If governments let themselves be fully bound by the decisions of their parliaments without protecting their own freedom to act a breakup of Europe would be a more probable outcome than deeper integration.
The Bill of Rights was intended to secure freedom of speech - the freedom of speech of members of parliament to speak freely rather than be at threat of... the threat of an over powerful monarch at the time.
Machiavelli's teaching would hardly have stood the test of Parliamentary government for public discussion demands at least the profession of good faith.
And obviously with hindsight now now knowing what went on in the company it would have been absolutely appropriate back then for us to have the chief executive of the company most senior person in the United Kingdom come and answer for the policy they were pursuing.

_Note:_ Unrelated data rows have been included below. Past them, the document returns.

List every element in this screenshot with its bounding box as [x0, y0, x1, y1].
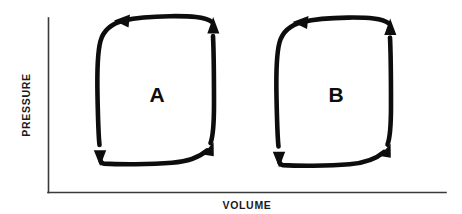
loop-b-left-segment: [276, 22, 302, 147]
loop-a-bottom-right-arrow-icon: [203, 142, 214, 156]
loop-b-group: B: [273, 16, 397, 168]
loop-a-bottom-segment: [100, 151, 207, 165]
loop-b-right-segment: [388, 38, 392, 145]
loop-a-left-segment: [97, 21, 124, 146]
x-axis-label: VOLUME: [222, 199, 271, 211]
loop-a-top-segment: [124, 16, 212, 22]
loop-a-group: A: [94, 15, 220, 167]
axes-group: [48, 18, 446, 193]
loop-a-right-segment: [211, 36, 215, 143]
loop-b-bottom-right-arrow-icon: [380, 144, 391, 158]
y-axis-label: PRESSURE: [20, 73, 32, 136]
loop-b-label: B: [328, 83, 343, 106]
figure-canvas: PRESSURE VOLUME A: [0, 0, 462, 214]
loop-a-label: A: [149, 83, 164, 106]
pv-loop-figure: PRESSURE VOLUME A: [0, 0, 462, 214]
loop-b-bottom-segment: [279, 152, 384, 166]
loop-b-top-segment: [303, 18, 390, 24]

And we ducked that and frankly that's a failure of Parliament.
And think of how we challenged the idea of a male dominated Parliament with All-Women shortlists and made the cause of gender equality central to our government. We were right to do so.
I was elected to the Diet in the same way as at every parliamentary election.

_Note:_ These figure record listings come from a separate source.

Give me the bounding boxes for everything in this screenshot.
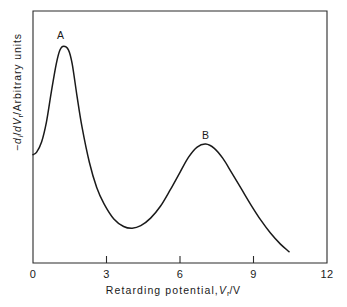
y-axis-slash-first: / <box>11 132 23 136</box>
chart-canvas <box>0 0 347 307</box>
y-axis-slash-second: / <box>11 111 23 115</box>
data-curve <box>33 46 289 251</box>
annotation-peak-a: A <box>57 29 65 41</box>
x-axis-ticks <box>107 256 254 263</box>
axes-group <box>33 11 327 263</box>
x-axis-symbol: V <box>219 284 227 296</box>
y-axis-units-text: Arbitrary units <box>11 33 23 111</box>
annotation-peak-b: B <box>202 129 210 141</box>
y-axis-d-first: d <box>11 137 23 144</box>
y-axis-symbol: V <box>11 117 23 125</box>
figure-container: 036912 A B Retarding potential,Vr/V −di/… <box>0 0 347 307</box>
x-tick-label: 9 <box>234 268 274 280</box>
x-tick-label: 0 <box>13 268 53 280</box>
y-axis-title: −di/dVr/Arbitrary units <box>11 0 25 202</box>
x-axis-title-text: Retarding potential, <box>106 284 219 296</box>
x-tick-label: 6 <box>160 268 200 280</box>
x-tick-label: 3 <box>87 268 127 280</box>
x-tick-label: 12 <box>307 268 347 280</box>
series-group <box>33 46 289 251</box>
y-axis-d-second: d <box>11 125 23 132</box>
x-axis-unit: V <box>233 284 241 296</box>
y-axis-minus: − <box>11 144 23 151</box>
x-axis-title: Retarding potential,Vr/V <box>0 284 347 298</box>
y-axis-subscript-r: r <box>16 115 25 118</box>
axis-frame <box>33 11 327 263</box>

I suppose not everyone has a dad who wrote a book saying he didn't believe in the Parliamentary road to socialism.
Even before he came to power in 1997 Gordon Brown promised to change the accounts to parliament from simple litanies of cash in and cash out to a more commercial system that took notice of the public property the departments were using. This system is known as resource accounting.
People feel that the EU is a one-way process a great machine that sucks up decision-making from national parliaments to the European level until everything is decided by the EU. That needs to change.
We as conservative intellectuals should not be in the business of making excuses for bad parliamentary decisions by Republican leaders in Congress.